Books to Watch Out For — October 2017

What are we at Anomaly excited about? It’s October, so pets dressed in Halloween costumes. But also, this avalanche of intensely amazing books.

1. Why Storms are Named After People and Bullets Remain Nameless, by Tanaya Winder.

Tanaya Winder’s latest independently-published chapbook Why Storms Are Named After People And Bullets Remain Nameless is a book of survival. Winder, as always, brings truth to issues of Native suicide, family, and belonging, as well as what it means to live as an indigenous woman, and to have hope. Her verse is accessible and clean, and reminiscent of the taste of the air after a storm:

“Is it possible to love the gun that shot you? / Or will you always blame the bullet?”

2. A TransPacific Poetics

Edited by Sawako Nakayasu and Lisa Samuels, this much-needed anthology from Litmus Press includes poetry and essays “committed to transcultural experimental witness in both hemispheres of the Pacific and Oceania.” This anthology boasts an impressive roster of stellar writers, including Jai Arun Ravine, Don Mee Choi, Sean Labrador y Manzano, and Craig Santos Perez.

3. Life in Suspension, by Hélène Cardona

New from Salmon Poetry, this bilingual edition of poetry in English and French has already drawn much praise from the literary world. Cardona joins the chorus of multilingual and multinational poets in challenging the notion that living “between” languages means living within a dilemma. Cardona instead embraces the fullness and complexity of language, place, and the self.

4. Unaccompanied, by Javier Zamora

Javier Zamora is one of the poets behind the UNDOCUPOETS campaign to eliminate citizenship requirements for literary contests that further marginalize writers who are undocumented. In his debut collection from Copper Canyon Press, Zamora has created a portrait that’s equally beautiful and politically-charged, travelling through borders, and written in both Spanish and English.
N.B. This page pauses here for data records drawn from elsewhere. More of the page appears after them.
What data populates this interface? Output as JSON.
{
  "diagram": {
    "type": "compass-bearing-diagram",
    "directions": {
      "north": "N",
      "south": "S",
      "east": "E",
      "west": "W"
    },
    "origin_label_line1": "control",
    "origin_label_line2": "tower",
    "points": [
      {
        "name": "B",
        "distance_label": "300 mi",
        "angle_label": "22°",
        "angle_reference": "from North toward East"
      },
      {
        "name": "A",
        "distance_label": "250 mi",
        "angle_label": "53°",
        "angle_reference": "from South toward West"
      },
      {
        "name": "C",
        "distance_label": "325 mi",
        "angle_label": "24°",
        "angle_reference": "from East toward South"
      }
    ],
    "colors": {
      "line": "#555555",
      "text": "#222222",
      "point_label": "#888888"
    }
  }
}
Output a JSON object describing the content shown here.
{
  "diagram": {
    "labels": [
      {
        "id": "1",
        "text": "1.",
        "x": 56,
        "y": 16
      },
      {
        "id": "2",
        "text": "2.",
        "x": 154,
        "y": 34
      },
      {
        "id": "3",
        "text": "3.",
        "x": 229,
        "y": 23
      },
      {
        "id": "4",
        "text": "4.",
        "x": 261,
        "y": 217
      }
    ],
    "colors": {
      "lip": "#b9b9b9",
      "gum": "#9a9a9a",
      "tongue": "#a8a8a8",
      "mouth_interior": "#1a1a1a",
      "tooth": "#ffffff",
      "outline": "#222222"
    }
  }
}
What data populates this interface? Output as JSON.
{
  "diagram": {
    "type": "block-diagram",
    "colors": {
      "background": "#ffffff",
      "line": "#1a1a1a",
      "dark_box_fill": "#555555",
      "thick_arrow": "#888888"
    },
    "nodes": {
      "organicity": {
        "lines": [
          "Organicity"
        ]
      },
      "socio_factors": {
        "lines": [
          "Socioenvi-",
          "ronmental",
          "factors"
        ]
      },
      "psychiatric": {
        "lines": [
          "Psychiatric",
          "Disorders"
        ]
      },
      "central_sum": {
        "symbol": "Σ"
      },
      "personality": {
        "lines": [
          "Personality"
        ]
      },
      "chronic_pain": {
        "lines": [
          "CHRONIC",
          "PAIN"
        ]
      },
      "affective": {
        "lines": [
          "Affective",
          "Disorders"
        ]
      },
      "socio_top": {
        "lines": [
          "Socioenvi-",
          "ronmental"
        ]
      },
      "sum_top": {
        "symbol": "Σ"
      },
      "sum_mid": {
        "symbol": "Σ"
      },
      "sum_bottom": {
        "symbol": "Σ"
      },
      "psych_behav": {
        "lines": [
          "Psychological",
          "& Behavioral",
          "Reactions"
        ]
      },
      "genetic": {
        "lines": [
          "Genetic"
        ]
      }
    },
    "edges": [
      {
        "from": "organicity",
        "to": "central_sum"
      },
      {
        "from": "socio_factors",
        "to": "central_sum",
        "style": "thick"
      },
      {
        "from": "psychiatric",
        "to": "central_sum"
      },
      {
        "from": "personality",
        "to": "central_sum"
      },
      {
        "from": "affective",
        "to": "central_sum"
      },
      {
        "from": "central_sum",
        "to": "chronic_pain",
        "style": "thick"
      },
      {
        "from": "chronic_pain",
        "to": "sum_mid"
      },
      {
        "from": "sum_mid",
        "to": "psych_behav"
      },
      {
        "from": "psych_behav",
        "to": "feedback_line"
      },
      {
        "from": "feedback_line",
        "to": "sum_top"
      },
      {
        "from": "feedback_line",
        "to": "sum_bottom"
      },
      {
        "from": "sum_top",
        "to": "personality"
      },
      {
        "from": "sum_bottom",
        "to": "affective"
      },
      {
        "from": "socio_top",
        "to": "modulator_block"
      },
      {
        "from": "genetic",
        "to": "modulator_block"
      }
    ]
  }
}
5. AMERIKKKANA: a multi-media digital chapbook, by jayy dodd

jayy dodd just wanted to take a train to LA. Instead, they ended up on a 50+ hour journey into inner America and our decaying infrastructure. As innovative as always, dodd used this opportunity to create a multimedia chap of flash poetry and gifs of their ordeal.

6. Dawn With Arms of Roses: An Anthology of Queer Joy

Edited and published by Lia Hagen, Dawn With Arms of Roses challenges the many cultural tropes that, to paraphrase The Celluloid Closet, queers need to be miserable. Too often, mainstream literature only gives space to queer writing when queer pain can be put on display. And fuck that. Plus, half of all sales are being donated to Sylvia Rivera Law Project.
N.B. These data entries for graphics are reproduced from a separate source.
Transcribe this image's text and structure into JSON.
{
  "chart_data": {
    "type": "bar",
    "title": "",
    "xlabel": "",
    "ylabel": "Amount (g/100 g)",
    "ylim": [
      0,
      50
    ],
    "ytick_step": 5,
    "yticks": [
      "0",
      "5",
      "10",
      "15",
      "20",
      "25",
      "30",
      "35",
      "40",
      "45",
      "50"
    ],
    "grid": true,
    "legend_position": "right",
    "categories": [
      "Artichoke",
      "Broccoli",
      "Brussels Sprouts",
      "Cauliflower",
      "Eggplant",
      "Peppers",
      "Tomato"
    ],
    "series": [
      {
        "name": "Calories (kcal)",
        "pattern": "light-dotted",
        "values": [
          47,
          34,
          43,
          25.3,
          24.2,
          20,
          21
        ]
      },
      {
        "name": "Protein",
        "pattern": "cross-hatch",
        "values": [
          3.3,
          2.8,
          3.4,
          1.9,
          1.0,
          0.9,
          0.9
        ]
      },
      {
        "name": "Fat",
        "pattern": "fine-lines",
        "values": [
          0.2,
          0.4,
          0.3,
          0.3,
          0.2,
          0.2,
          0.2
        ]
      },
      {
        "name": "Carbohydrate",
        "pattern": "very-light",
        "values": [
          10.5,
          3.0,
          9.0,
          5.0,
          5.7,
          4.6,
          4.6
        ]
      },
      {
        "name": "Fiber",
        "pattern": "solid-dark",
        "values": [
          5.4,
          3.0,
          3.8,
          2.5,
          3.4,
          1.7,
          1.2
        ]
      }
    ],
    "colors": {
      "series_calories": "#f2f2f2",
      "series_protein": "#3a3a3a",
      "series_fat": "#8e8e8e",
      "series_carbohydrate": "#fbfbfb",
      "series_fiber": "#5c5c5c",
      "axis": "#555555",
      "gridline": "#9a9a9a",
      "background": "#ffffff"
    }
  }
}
7. A Dollhouse Built on Brimstone, by Lucas Dalilah Galvin

Lucas Daliah Galvin is a self-described “queer disaster,” but their debut collection is anything but a disaster. Unless you count blowing up cisheteronormativity and the stigma of mental illness. Out now from Black Napkin Press, this collection is a raw exploration of interior, and where the interior meets the external world, and a godsend for non-binary readers and writers alike.
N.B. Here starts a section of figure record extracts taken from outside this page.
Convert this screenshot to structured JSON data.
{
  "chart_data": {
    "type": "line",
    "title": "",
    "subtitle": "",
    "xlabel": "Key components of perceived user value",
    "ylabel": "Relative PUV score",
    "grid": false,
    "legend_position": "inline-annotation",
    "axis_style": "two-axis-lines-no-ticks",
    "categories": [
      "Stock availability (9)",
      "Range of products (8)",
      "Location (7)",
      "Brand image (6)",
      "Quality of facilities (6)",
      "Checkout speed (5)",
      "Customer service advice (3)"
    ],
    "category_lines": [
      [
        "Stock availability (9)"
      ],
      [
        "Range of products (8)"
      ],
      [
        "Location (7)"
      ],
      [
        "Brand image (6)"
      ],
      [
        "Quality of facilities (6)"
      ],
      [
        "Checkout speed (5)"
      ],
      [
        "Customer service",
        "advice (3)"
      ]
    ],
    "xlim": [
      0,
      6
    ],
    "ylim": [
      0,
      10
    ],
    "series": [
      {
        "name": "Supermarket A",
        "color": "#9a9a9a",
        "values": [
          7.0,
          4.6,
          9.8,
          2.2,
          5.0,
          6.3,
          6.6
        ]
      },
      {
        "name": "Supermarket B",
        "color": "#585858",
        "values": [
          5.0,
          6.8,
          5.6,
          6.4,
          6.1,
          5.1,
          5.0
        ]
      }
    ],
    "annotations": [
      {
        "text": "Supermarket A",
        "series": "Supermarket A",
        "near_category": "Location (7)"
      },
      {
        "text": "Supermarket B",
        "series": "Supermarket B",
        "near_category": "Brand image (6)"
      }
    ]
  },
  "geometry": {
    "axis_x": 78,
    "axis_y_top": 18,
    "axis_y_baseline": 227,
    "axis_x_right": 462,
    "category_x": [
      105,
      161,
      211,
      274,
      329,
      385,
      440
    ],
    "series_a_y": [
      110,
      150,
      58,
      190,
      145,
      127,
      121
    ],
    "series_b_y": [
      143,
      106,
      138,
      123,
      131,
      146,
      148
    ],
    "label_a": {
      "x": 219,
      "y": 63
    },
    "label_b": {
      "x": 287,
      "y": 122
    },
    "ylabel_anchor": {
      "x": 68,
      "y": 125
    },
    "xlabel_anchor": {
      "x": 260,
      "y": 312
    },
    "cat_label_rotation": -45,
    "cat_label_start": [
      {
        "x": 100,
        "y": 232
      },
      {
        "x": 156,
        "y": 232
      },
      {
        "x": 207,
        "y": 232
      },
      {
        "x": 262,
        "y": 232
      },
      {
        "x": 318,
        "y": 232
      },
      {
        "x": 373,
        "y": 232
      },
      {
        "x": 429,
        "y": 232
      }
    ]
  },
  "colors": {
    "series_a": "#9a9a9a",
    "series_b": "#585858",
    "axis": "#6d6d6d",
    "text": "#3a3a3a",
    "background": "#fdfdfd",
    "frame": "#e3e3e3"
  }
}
8. Heaven Is All Goodbyes, by Tongo Eisen-Martin

Part of City Lights’ Pocket Poets Series, Eisen-Martin’s new collection has earned praise from luminaries like Claudia Rankine and Nikki Giovanni. Sonically stunning and liminally innovative, Heaven Is All Goodbyes dares to imagine and dares to name.

9. Kissing Caskets, by Mahogany L. Browne

YesYes Books shows up again for necessary poetry. Mahogany L. Browne transcends formal innovation. She doesn’t just use form — she makes form work for her. Browne writes in both doorways and catalysts, tackling gender, sexuality, racialization, the body, and the prison industrial complex.

10. Killing Summer, by Sarah Browning

From the Executive Director of the activist literary organization Split This Rock, Sarah Browning’s latest collection from Sibling Rivalry Press is as much a balm as a bomb in our current political situation. At times, Browning may be channeling Eileen Myles — but more accurately, Browning is in conversation with Myles, and the many women who write resistance in desperate times.